Only one transaction can change a row at a time. This can be a problem if two people try to update the same rows at the same time. The second transaction must wait for the first to complete to make its changes.
Worst case, the first transaction goes missing. Perhaps a network issue cut the application’s connection to the database. Or someone ran a manual update, forgot about it, and went home for the night. Either way, the transaction stays open, and the rows stay locked.
In cases like these, the database is waiting for a commit that never comes. All other DML trying to change the locked rows must wait, suspended until the blocking transaction completes. This leads to the other updates hanging, waiting to lock the rows they want to change.
You can avoid this by running select for update at the start of a transaction when you know which rows you’ll change. This allows you to specify how long to wait for a lock in seconds (wait n) or give up instantly (nowait).
For example, this opens a cursor that waits up to 5 seconds to get a lock on the row for employee_id 142. If it’s still waiting after this time, it’ll raise an error. Otherwise, the update starts, safe in the knowledge that it has the rows locked:
This gives an upper limit for how long your transaction will be blocked waiting for a lock. You can also use select for update to lock rows in a consistent order; a useful tool to avoid deadlocks.
But it’s easy to forget to do this. Also, select for update doesn’t help you if the rows don’t exist at the start of the transaction!
This can happen when you insert data in cases like:
- Many transactions adding the same values into the columns of primary keys or unique constraints. One of the transactions must complete for the others to do the uniqueness check.
- Loading values into foreign key columns. If another transaction is deleting the parent row for these values, whether the parent value exists is unknown. So, the
insertmust wait for thedeleteto complete and commit to see if the parent is present.
Technically, you can avoid the second problem. Do this by ensuring both the child insert and parent delete issue select for update [no]wait on the parent row first. But when was the last time you did that?!
So, select for update [no]wait only helps when you know which rows you’ll change at the start of the transaction. If you don’t, historically you just had to run your DML statements and hope they weren’t blocked indefinitely.
To fill this gap, Oracle AI Database introduced a wait clause for all DML statements in release 23.26.2.

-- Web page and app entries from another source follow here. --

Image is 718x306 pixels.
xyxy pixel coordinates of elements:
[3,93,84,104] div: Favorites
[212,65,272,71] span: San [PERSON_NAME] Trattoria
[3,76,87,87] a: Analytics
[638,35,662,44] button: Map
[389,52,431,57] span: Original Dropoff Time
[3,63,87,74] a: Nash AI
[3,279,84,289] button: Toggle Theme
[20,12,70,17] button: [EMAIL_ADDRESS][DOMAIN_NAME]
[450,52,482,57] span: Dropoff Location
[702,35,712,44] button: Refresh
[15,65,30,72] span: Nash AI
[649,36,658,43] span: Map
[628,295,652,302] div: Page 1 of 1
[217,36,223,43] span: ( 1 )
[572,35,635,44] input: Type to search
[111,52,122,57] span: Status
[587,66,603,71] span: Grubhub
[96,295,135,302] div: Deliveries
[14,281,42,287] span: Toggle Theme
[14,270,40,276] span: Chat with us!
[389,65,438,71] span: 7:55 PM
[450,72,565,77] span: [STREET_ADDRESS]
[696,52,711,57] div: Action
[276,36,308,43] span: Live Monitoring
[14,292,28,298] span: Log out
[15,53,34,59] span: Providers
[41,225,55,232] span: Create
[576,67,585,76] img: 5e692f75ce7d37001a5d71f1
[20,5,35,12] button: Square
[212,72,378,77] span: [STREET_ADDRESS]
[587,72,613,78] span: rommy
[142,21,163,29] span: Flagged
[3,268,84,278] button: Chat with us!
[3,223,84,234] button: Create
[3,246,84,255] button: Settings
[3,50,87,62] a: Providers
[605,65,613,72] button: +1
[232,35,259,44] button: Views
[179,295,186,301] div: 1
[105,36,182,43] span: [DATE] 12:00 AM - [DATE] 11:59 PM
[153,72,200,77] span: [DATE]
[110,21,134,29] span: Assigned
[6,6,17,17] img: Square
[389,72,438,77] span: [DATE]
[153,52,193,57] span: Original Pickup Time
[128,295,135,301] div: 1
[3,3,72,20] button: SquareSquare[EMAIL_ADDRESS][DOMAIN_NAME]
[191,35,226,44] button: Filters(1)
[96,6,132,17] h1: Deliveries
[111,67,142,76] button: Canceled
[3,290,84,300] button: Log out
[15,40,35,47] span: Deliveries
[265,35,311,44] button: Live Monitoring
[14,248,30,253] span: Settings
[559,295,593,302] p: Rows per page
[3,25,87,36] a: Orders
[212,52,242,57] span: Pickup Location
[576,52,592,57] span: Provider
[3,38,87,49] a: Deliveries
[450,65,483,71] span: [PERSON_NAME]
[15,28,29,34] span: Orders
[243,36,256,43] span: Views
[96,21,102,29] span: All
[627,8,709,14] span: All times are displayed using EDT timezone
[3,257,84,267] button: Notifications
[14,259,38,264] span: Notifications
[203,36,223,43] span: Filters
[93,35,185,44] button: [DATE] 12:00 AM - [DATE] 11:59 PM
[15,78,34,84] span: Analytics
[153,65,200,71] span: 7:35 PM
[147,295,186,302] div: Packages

![Examples of the DML [no]wait clause in 23.26.2
insert into … nowait
select … for update wait 42 microseconds
update … set … wait 42 milliseconds
delete from … wait 42 seconds
merge into … wait forever
You use the [no]wait clauses with any of the statements shown](https://blogs.oracle.com/sql/wp-content/uploads/sites/69/2026/05/DML-nowait-clause-1024x576.png)
DML [no]wait clause
The wait clause adds these options to all DML statements (insert, update, delete, and merge):
wait forever– default, wait indefinitely when blocked.wait n [ [ milli | micro ]seconds ]– timeout after N time units.nowait– error instantly if blocked.
For example, this waits up to 5 seconds to lock the rows:
In many systems, waiting even just a second for a lock is too long. But you don’t want to fail instantly if another transaction briefly holds the lock. So, this enhancement also extends select for update to allow wait units smaller than seconds.